InsuranceNewsNet.com (April 10, 2015) – A Securities and Exchange Commission (SEC) advisory group is considering the creation of a tool to make it easier for investors to obtain background information on financial professionals.

The advisory panel’s plans to create the database were disclosed by the Public Investors Arbitration Bar Association (PIABA). The PIABA said it “applauded” the advisory group’s decision to follow through on a report the trade group released in which it alleged that the Financial Institution Regulatory Agency (FINRA) “systematically withholds” filing of complete information about problem brokers.

The PIABA report alleged that FINRA’s BrokerCheck system of “red flag” information about problem brokers withholds detailed data available through many state securities agencies.

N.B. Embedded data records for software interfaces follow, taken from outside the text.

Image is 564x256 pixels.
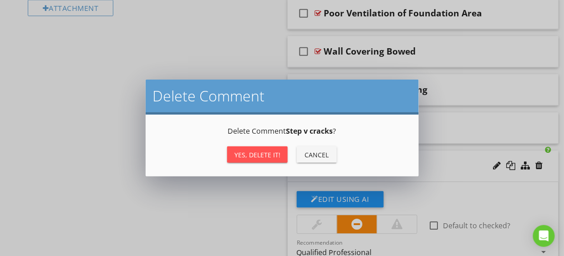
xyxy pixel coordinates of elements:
[304,150,330,160] div: Cancel
[153,87,412,105] h2: Delete Comment
[286,126,333,136] strong: Step v cracks
[227,147,288,163] button: Yes, Delete it!
[157,126,408,137] p: Delete Comment ?
[297,147,337,163] button: Cancel
[533,225,555,247] div: Open Intercom Messenger
[234,150,280,160] div: Yes, Delete it!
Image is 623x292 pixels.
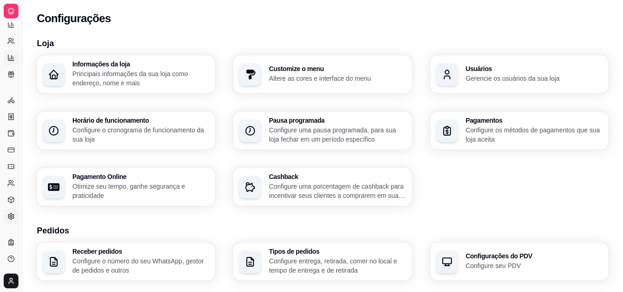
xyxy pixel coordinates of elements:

According to PIABA, the BrokerCheck system “routinely deletes information about bankruptcies, tax liens, firings, flunked tests, sales practice abuse investigations, and other red flags for investors.”

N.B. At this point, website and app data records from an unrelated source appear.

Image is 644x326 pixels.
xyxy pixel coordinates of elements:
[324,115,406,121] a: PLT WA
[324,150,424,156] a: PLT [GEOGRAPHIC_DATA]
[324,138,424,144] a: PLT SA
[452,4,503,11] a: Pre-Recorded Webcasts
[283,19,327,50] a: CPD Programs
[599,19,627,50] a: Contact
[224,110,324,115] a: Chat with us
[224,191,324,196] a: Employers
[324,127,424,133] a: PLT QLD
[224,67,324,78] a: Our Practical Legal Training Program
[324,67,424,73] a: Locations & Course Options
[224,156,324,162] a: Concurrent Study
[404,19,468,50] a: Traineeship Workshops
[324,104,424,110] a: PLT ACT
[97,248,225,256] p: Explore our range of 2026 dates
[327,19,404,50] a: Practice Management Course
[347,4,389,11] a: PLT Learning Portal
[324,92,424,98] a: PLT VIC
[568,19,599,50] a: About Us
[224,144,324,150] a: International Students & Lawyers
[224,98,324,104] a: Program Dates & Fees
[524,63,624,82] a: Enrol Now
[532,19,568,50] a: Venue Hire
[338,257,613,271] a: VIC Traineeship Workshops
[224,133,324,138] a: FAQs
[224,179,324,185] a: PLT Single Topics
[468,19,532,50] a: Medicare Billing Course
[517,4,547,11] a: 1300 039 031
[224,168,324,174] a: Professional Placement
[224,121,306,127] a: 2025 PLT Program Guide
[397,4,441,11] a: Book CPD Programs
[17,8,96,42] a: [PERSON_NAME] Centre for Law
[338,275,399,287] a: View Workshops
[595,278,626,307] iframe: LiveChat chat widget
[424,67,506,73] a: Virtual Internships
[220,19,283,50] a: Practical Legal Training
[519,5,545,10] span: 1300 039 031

The report warned that the extent of the omitted “red flag” background information “is so serious that unwitting investors relying on BrokerCheck may very well select brokers with whom they would not do business if they had access to the more complete picture available to FINRA but now being hidden.”

Joseph C. Peiffer, PIABA president, said the organization “strongly recommends” that the advisory panel “insist on the full disclosure of all background information about financial brokers rather than a sanitized version of the records.”

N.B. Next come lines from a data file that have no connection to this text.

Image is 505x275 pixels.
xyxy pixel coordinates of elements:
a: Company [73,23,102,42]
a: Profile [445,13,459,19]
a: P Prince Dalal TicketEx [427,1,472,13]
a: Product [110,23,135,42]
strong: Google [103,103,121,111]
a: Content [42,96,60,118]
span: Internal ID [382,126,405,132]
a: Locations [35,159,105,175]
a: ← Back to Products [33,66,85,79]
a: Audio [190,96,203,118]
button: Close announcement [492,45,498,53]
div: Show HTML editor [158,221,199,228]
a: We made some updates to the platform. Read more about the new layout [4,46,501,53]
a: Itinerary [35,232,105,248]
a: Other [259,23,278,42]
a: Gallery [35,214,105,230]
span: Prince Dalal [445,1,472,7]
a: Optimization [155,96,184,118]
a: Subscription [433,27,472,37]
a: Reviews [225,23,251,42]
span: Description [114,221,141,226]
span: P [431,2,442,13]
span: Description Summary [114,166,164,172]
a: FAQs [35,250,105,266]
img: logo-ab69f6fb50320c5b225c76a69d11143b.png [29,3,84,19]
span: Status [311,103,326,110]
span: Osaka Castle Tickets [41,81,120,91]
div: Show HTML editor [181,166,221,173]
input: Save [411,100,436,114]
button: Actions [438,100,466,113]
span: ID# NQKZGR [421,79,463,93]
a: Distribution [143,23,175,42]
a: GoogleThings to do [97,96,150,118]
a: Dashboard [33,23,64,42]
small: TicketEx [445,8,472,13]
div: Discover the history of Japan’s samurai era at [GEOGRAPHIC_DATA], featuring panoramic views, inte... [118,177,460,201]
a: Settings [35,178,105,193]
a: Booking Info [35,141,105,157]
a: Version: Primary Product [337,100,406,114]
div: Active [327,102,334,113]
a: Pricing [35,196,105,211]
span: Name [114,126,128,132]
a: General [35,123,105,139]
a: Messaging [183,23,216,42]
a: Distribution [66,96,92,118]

“Just as financial professionals need and expect the public to disclose every aspect of their financial picture, the public needs and expects their financial professionals to disclose every aspect of their backgrounds,” he added.

He argued that the data is already in the public domain, spread across a variety of sources.“There is no good reason to prevent the public from accessing that information from a single source,” Peiffer said.

The Investment Advisory Committee took action on the database at a meeting this week in which SEC Chairman Mary Jo White reiterated that the agency “will be discussing advancing rulemakings” aimed at imposing a uniform fiduciary standard on broker/dealers and investment advisors.

She also confirmed that the SEC is considering whether to require third-party examinations of investment advisors to increase the agency’s exam coverage.